Thursday, June 11, 2015

A Good Clean Story, With Pep

June 11, 2015
   Went home for lunch today to try my hand at a portrait of a certain lawman in the sunset of his years. Unfortunately, he ended up looking more like a cross between Lute Olson and Ben Traywick.

Daily Whip Out: "Some Ol' Bird Who Looks More Like Ben Traywick"

And yes, the date is wrong on the drawing (one day too early). This morning, before I came into work, I was studying old cartoons, looking for line work style to lift from and saw an old school kitchen and started copying. One thing led to another and the balloon wrote itself:

Daily Whip Out: "Wyatt Earp Writes A Grocery List"

   When Wyatt left Tombstone as a fugitive, in 1882, he left behind two years of investments and was able to divest himself of only a few, while many of his investments were sold off for taxes and he, and his brothers, lost everything.

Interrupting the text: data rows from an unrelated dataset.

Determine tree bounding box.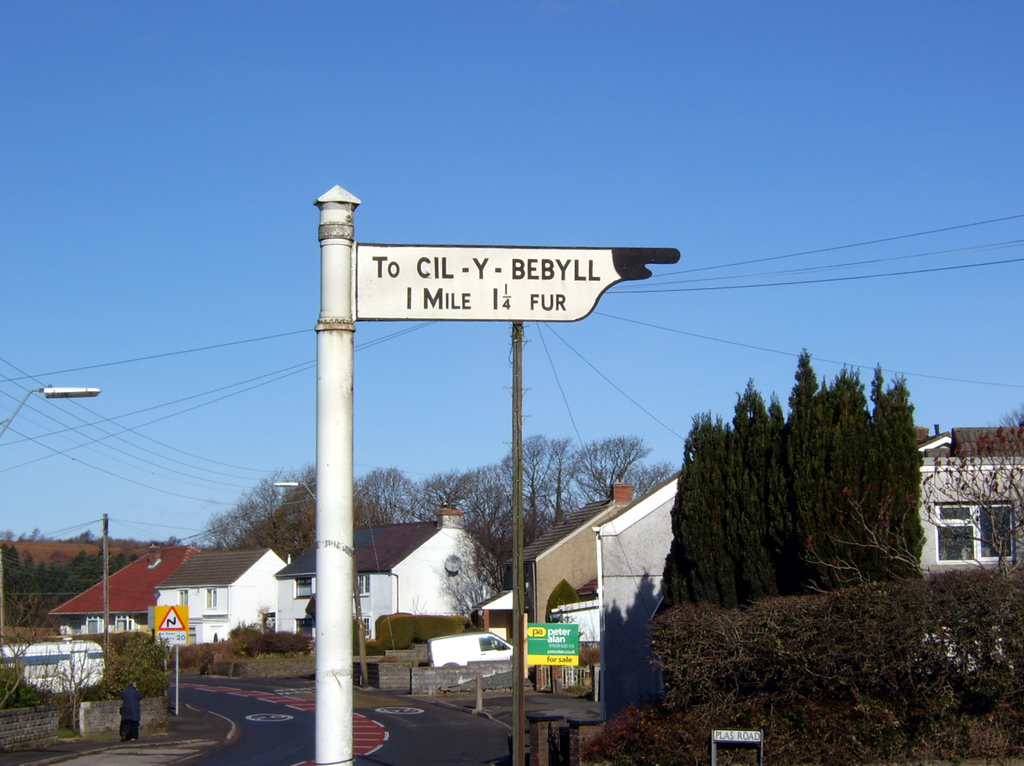
Determined: <region>95, 629, 168, 704</region>.
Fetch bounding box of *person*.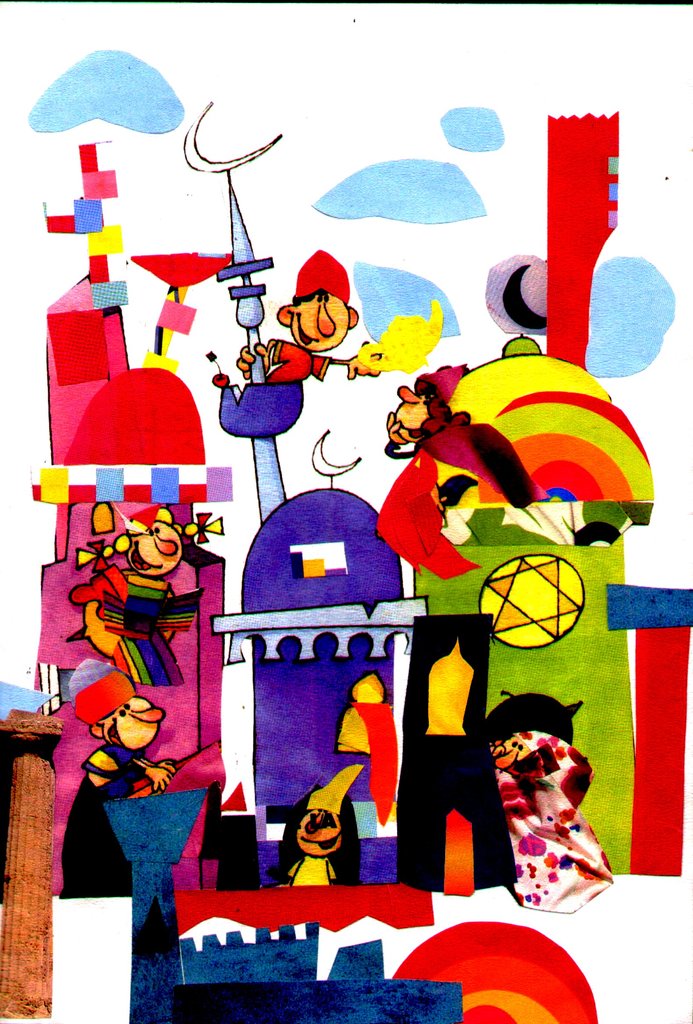
Bbox: rect(120, 511, 183, 693).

   Wyatt almost cashed in when he and Sadie were in San Diego. He sold saloons and gambling halls like crazy (he allegedly had four at one time), but in the end it all crashed and they left for another boom town. As Allen Barra points out in his excellent book, "Inventing Wyatt Earp" ". . .the more money Wyatt made the more he gave it to friends or invested in oddball schemes. Wyatt may have been a capitalist, but he was never a businessman."

   Studying his life it seems a long way from "Law And Order," (1932) the first movie supposedly inspired by the events in his life, to hit theaters after his death that featured him as the main character.

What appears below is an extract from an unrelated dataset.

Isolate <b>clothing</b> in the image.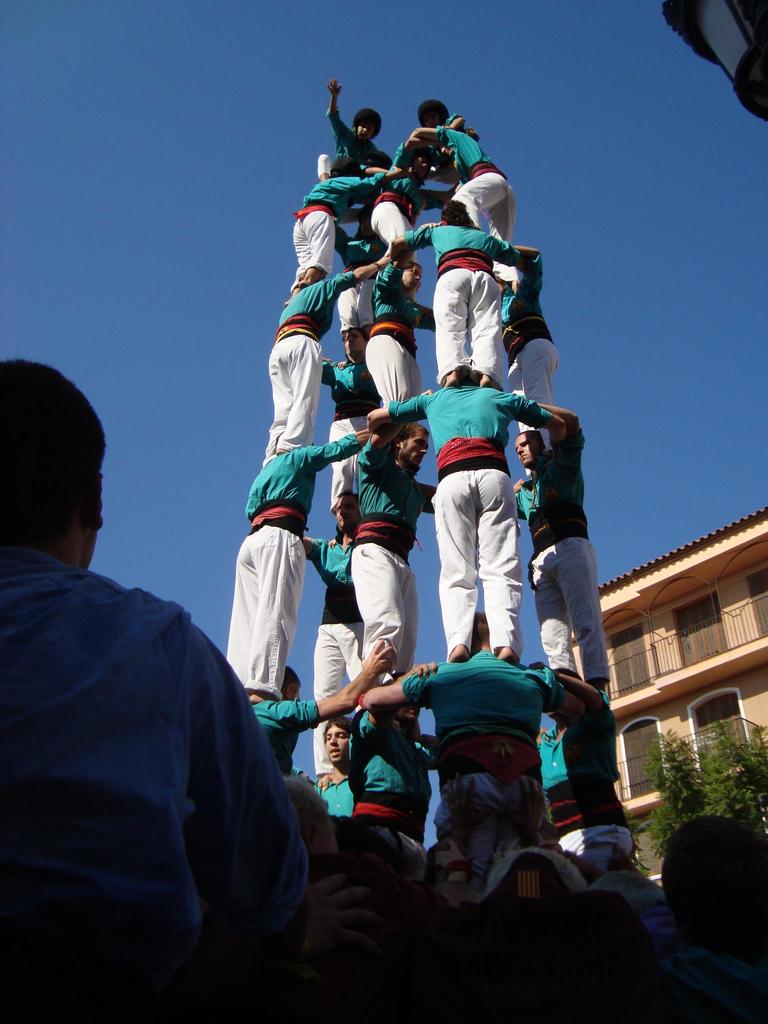
Isolated region: rect(315, 351, 369, 477).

"The art of progress is to preserve order amid change and to preserve change amid order."
—Alfred North Whitehead


1 comment:

  1. Is that what Sadie (Josie) told Wyatt about his biography? Also, I notice you at first gave Sadie a flat behind, then decided to give her a more ample tuchus, so she's almost bumping into the stove. But that's OK. By then she would've been at home on the range.